Israeli Prime Minister Benjamin Netanyahu on Wednesday joined in accusing the recused International Criminal Court chief prosecutor Karim Khan of manufacturing “war crimes” allegations against the Jewish state to deflect from claims of sex crimes made against him.
Echoing a May report by The Wall Street Journal, Netanyahu said Khan had initially planned to visit Israel and had praised its judiciary, but canceled his trip on the same day that he announced he would be seeking arrest warrants for the prime minister and his defense minister, Yoav Gallant.
“We were absolutely dumbfounded,” Netanyahu said. “We didn’t know what happened to make Khan suddenly change his mind.
Jerusalem discovered the “real reason” for the cancellation only months later, he said. A few days before Khan’s planned visit, a female member of his staff accused him of rape and sexual assault.
The Jewish leader alleged that Khan, whose brother was convicted in 2022 for sexually assaulting a child, “hatched a plan” to “scapegoat Israel, rally the anti-Israel mob behind him” to save his career.
The REAL reason that the International Criminal Court accused Israel. The scandal they tried to hide.
— Benjamin Netanyahu - בנימין נתניהו (@netanyahu) September 4, 2025
הסיבה האמיתית לכך שהאשימו את ישראל בבית הדין הפלילי הבינלאומי. pic.twitter.com/UaBsleWBdP
In May 2024, Khan announced that he would request arrest warrants for Netanyahu and Gallant for “crimes against humanity” in the Gaza Strip.
The Hague-based tribunal, which independently prosecutes the gravest war crimes and is not part of the United Nations, issued the warrants in November.
“Now Khan has since been suspended, but his preposterous arrest warrants and his patently false charges against Israel have not been removed,” Netanyahu lamented on Thursday, adding: “They should be removed and removed immediately for justice and for truth to prevail.”

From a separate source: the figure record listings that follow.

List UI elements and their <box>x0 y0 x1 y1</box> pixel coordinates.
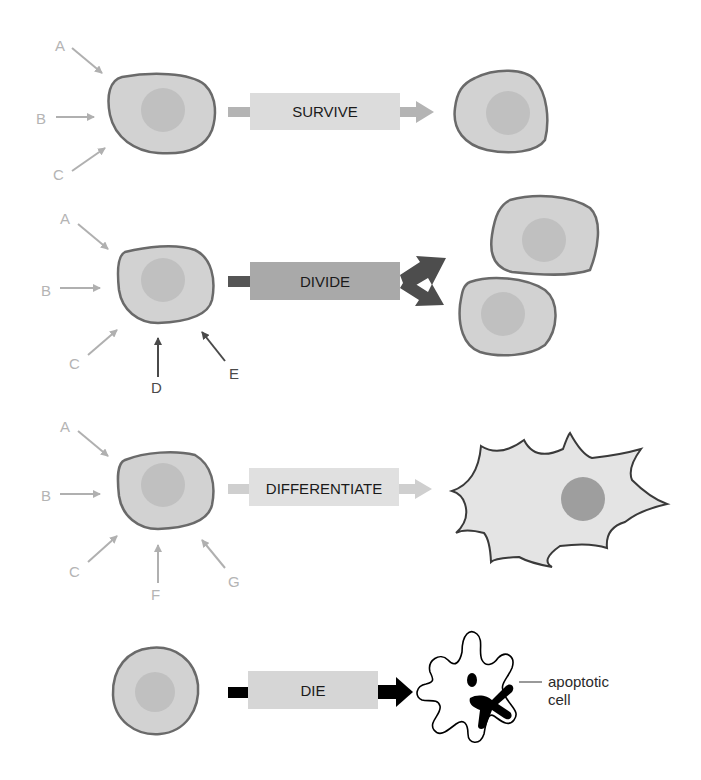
result-cell-icon <box>455 71 548 153</box>
signal-label-a: A <box>60 418 70 435</box>
row-die: DIE apoptotic cell <box>113 632 609 743</box>
row-divide: A B C D E DIVIDE <box>41 196 598 396</box>
arrow-shaft <box>228 107 250 117</box>
arrow-shaft <box>400 107 417 117</box>
arrow-shaft <box>228 687 250 698</box>
signal-label-a: A <box>60 210 70 227</box>
cell-icon <box>113 648 198 735</box>
arrow-head-icon <box>416 101 434 123</box>
outcome-label-differentiate: DIFFERENTIATE <box>266 480 382 497</box>
arrow-shaft <box>378 685 398 699</box>
arrow-icon <box>78 431 108 456</box>
row-survive: A B C SURVIVE <box>36 37 547 183</box>
cell-icon <box>118 452 214 529</box>
annotation-cell: cell <box>548 691 571 708</box>
signal-label-g: G <box>228 573 240 590</box>
arrow-shaft <box>228 484 250 494</box>
arrow-icon <box>78 224 108 249</box>
outcome-label-divide: DIVIDE <box>300 273 350 290</box>
signal-label-c: C <box>53 166 64 183</box>
signal-arrows: A B C <box>36 37 105 183</box>
arrow-icon <box>72 148 105 171</box>
arrow-icon <box>88 536 117 562</box>
cell-icon <box>118 246 214 323</box>
signal-label-a: A <box>55 37 65 54</box>
arrow-icon <box>202 332 225 361</box>
arrow-icon <box>88 330 117 355</box>
arrow-icon <box>202 540 225 568</box>
daughter-cell-icon <box>491 196 598 275</box>
signal-label-e: E <box>229 365 239 382</box>
signal-label-b: B <box>41 487 51 504</box>
arrow-icon <box>72 48 102 73</box>
daughter-cell-icon <box>460 278 556 355</box>
signal-label-f: F <box>151 586 160 603</box>
cell-fate-diagram: A B C SURVIVE A B C D <box>0 0 701 780</box>
arrow-shaft <box>399 484 416 494</box>
arrow-shaft <box>228 276 250 287</box>
apoptotic-cell-icon <box>417 632 516 743</box>
outcome-label-die: DIE <box>300 682 325 699</box>
signal-label-b: B <box>41 282 51 299</box>
signal-label-d: D <box>151 379 162 396</box>
differentiated-cell-icon <box>452 433 667 567</box>
signal-label-c: C <box>69 563 80 580</box>
row-differentiate: A B C F G DIFFERENTIATE <box>41 418 667 603</box>
annotation-apoptotic: apoptotic <box>548 673 609 690</box>
outcome-label-survive: SURVIVE <box>292 103 358 120</box>
signal-label-c: C <box>69 355 80 372</box>
split-arrow-icon <box>400 256 446 306</box>
arrow-head-icon <box>415 479 432 499</box>
arrow-head-icon <box>396 677 413 707</box>
signal-label-b: B <box>36 110 46 127</box>
cell-icon <box>109 74 216 153</box>
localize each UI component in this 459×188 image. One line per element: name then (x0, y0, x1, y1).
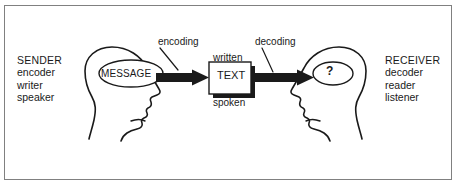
sender-mouth (131, 120, 145, 122)
sender-role-title: SENDER (17, 54, 62, 66)
decoding-arrow (251, 70, 314, 86)
written-label: written (213, 52, 242, 64)
encoding-label: encoding (158, 36, 199, 48)
decoding-label: decoding (255, 36, 296, 48)
message-bubble-label: MESSAGE (101, 68, 151, 80)
receiver-role-listener: listener (385, 91, 440, 103)
decoding-leader-line (262, 48, 273, 72)
receiver-role-reader: reader (385, 79, 440, 91)
receiver-role-block: RECEIVER decoder reader listener (385, 54, 440, 104)
sender-role-speaker: speaker (17, 91, 62, 103)
receiver-role-title: RECEIVER (385, 54, 440, 66)
encoding-arrow (156, 70, 209, 86)
receiver-head-outline (291, 47, 366, 141)
sender-role-encoder: encoder (17, 66, 62, 78)
encoding-leader-line (160, 48, 178, 70)
sender-role-writer: writer (17, 79, 62, 91)
diagram-canvas: SENDER encoder writer speaker RECEIVER d… (0, 0, 459, 188)
question-bubble-label: ? (326, 66, 333, 78)
text-box-label: TEXT (217, 70, 245, 82)
spoken-label: spoken (213, 97, 245, 109)
receiver-mouth (306, 120, 320, 122)
sender-role-block: SENDER encoder writer speaker (17, 54, 62, 104)
receiver-role-decoder: decoder (385, 66, 440, 78)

The premier denounced Khan’s arrest warrants against him and Gallant, which accuse the two of using starvation as a weapon of warfare, as well as deliberately targeting civilians, as lacking any factual basis.
“Israel has let in more than two million tons of aid into Gaza. That’s one ton of aid per person and, by the way, Hamas stole much of it,” he said, noting that Jerusalem’s army has also “sent millions of texts and phone messages to Palestinian civilians urging them to get out of harm’s way.”
The anti-Israel slander is “a travesty of justice, and that’s why President Trump and Secretary Rubio have issued sanctions on Karim Khan and the other corrupt ICC officials for their malign activities,” he added.
Khan has taken leave pending the outcome of the probe into allegations that he assaulted a Malaysian co-worker while urging her not to pursue charges, as they might hinder his war-crimes case against Israeli leaders.
“Think about the Palestinian arrest warrants,” the chief prosecutor was cited as saying, according to his accuser. He has denied all allegations.
Accounts and email frozen
A second accuser has since provided testimony to the United Nations Office of Internal Oversight Services, which is probing the accusations made against the top prosecutor, The Guardian reported last week.
The second woman, identified only as “Patricia” by the British daily, said Khan abused his power and subjected her to a “constant onslaught” of unwanted advances while she worked as an intern for him in 2009.
The Associated Press reported three months ago that the ICC proceeding against the Jewish state’s leaders had ground to a halt in the wake of U.S. President Donald Trump’s executive order in February to sanction Khan and the court.
Khan, who is British, has reportedly been frozen out of his U.K. bank accounts and even lost all access to his work email accounts.